Sayakbay Karaleev
Australian Aborigines say that the
Big stories are hunting the right people to tell them. The way that Kyrgyz
singers are called in vivid and sensory dreams to memorize and recite an epic
of more than Homeric length is a fascinating and rather extreme example of how
this can work.
Kyrgyzstan iis a poor, landlocked, Turkic-speaking country that
was once part of the Soviet Union. Islam is the dominant religion today, but
the contending influences of Soviet secularism and the old shamanic ways of a
people of horsemen and sheep herders still run strong.
An epic known as the Manas is still central to the
national identity of the Kyrgyz people. It runs to 500,000 lines. It recounts
the story of a hero khan who fought off his people’s enemies and unified tribes
to make a nation, and of his son and grandson. The epic is studded with dreams,
which are often “omens” containing prophecies.
The Manas is
transmitted through oral narration, by a special type of master singer, known
as the manaschi, who recites the verses and is sustained and
reinforced by the lively responses of his audience. He is not simply performing
an extraordinary feat of memory, though years of memorization are involved;
each performance of the Manas will introduce fresh words, because this
is a living entity, not something frozen in a canonical text.
Taking on the obligations of a manaschi, a singer or teller
of this longer-than-Homeric epic, is clearly only for a few. Typically, the
singers-to-be are called to their vocation by dreams in which a great manaschi of
the past, or a character from the epic, appears to them. Some of those who
receive dream visitations of this kind are reluctant to take on the arduous
apprenticeship and demanding duties of the role; they may receive successive
visitations, developing into an offer they can’t refuse. For example, they may
be told they will fall ill or lose the use of their limbs or their voice if
they do not carry the immense and ancient song.
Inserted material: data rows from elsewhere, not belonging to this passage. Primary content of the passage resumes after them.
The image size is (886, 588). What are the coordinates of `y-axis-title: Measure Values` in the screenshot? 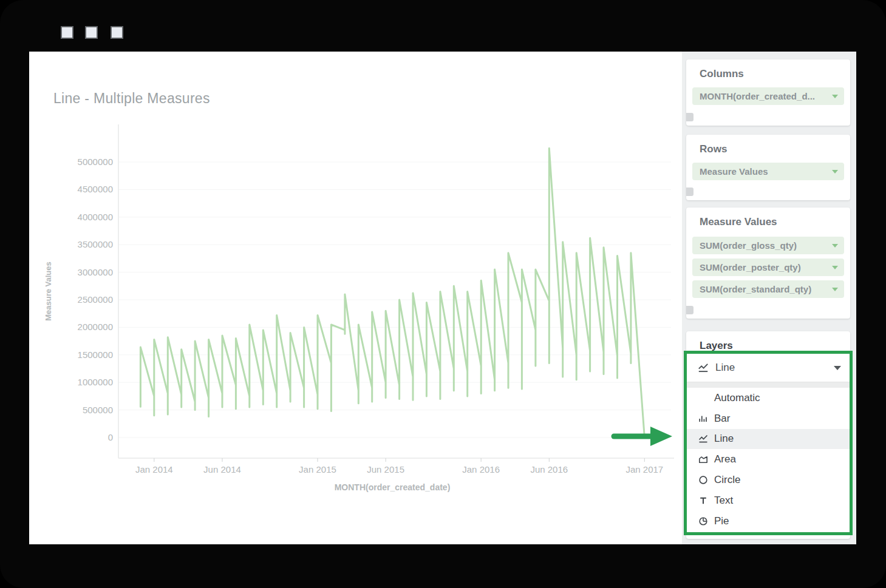 It's located at (49, 291).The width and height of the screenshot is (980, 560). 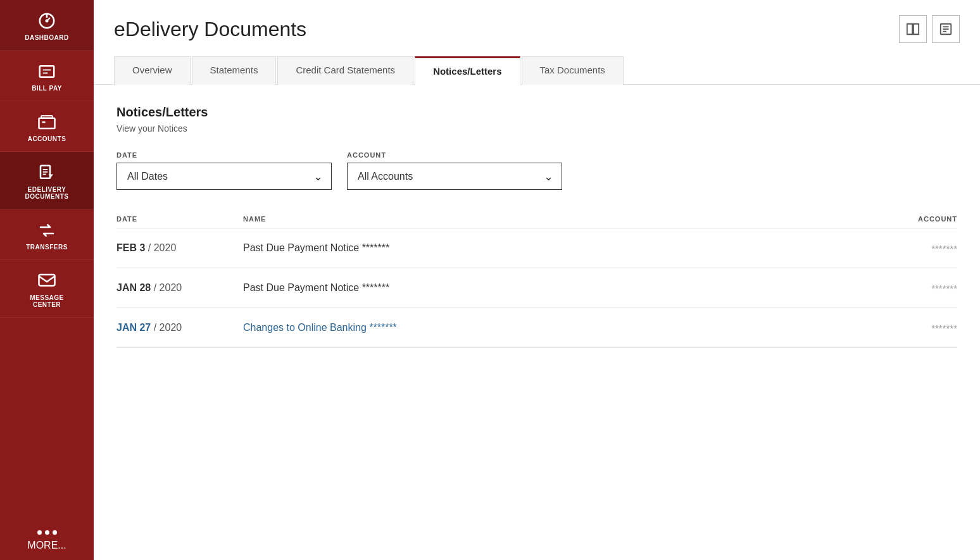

A famous manaschi, Sayakbay Karalaev (1894-1971) received his
calling in a big dream involving an encounter with the hero of the
epic, Manas, and his wife and companions. In his early twenties,
traveling on the road to Orto-Tokay, he was stunned to see an old black boulder
transformed into a great white yurt. He heard a loud noise coming from the sky
and fainted with terror.
When he woke – inside his dream vision – he entered
the yurt, and was offered food by the wife of Manas. When he left the yurt he
was greeted by a man who told him, “We are happy to meet you.” The man
introduced himself as another of the heroes of the epic: “”I am Bakai,who finds
the way in the dark and words of wisdom when necessary.” He offered the
singer-to-be the special food of Manas. As he swallowed the food, Sayakbay took
into himself the gift of singing and of memory required to take up his new
work.,
Danish anthropologist Maria Elisabeth Louw interviewed
contemporary Kyrgyz about their dreams and reports a continuing widespread
belief that the ancestors appear to us in dreams and that dreams can provide
foreknowledge of the future. She reports that dreams are widely regarded – even in relatively
secular Bishkek, the capital of Kyrgyzstan – as the main way God keeps in touch
with people. “Certain dreams are seen as ayan, omens or direct signs sent
by the ancestors, and ultimately by God, which can help people to make the
right decisions and choices in life – if they know how to interpret the
omens.” [1]
One of the markers of the dream that is ayan, an omen,
is that sensory impressions are unusually strong, including the sense of smell
or taste, and that these impressions linger after waking.
Dream visitations by an arbak – the ghost” or
“spirit” of a deceased relative or ancestor – are commonplace, and may
influence family decisions. Thursdays and Fridays are regarded as
favorite visiting days for the ancestors, who like to check on how the family
is doing; in Muslim households, verses of the Koran are often recited on these
evenings.
Sayakbay's dream of meeting a family of spirits inside a stone echoes through other cultures. In an Icelandic story from the 13th century, a powerful spámaðr (prophet, wizard) has a stronghold inside a stone. [2]
References
1. Maria Elisabeth Louw, "Dreaming up Futures. Dream Omens and Magic in Bishkek" in History and Anthropology vol. 20, np.3 (2010)
2.Þorvalds þáttr víðförla. Excerpted and translated in Georgia Dunham Kelchner, Dreams in Old Norse Literature and Their Affinities in Folklore (Cambridge: Cambridge University Press, 1935) pp. 34, 125.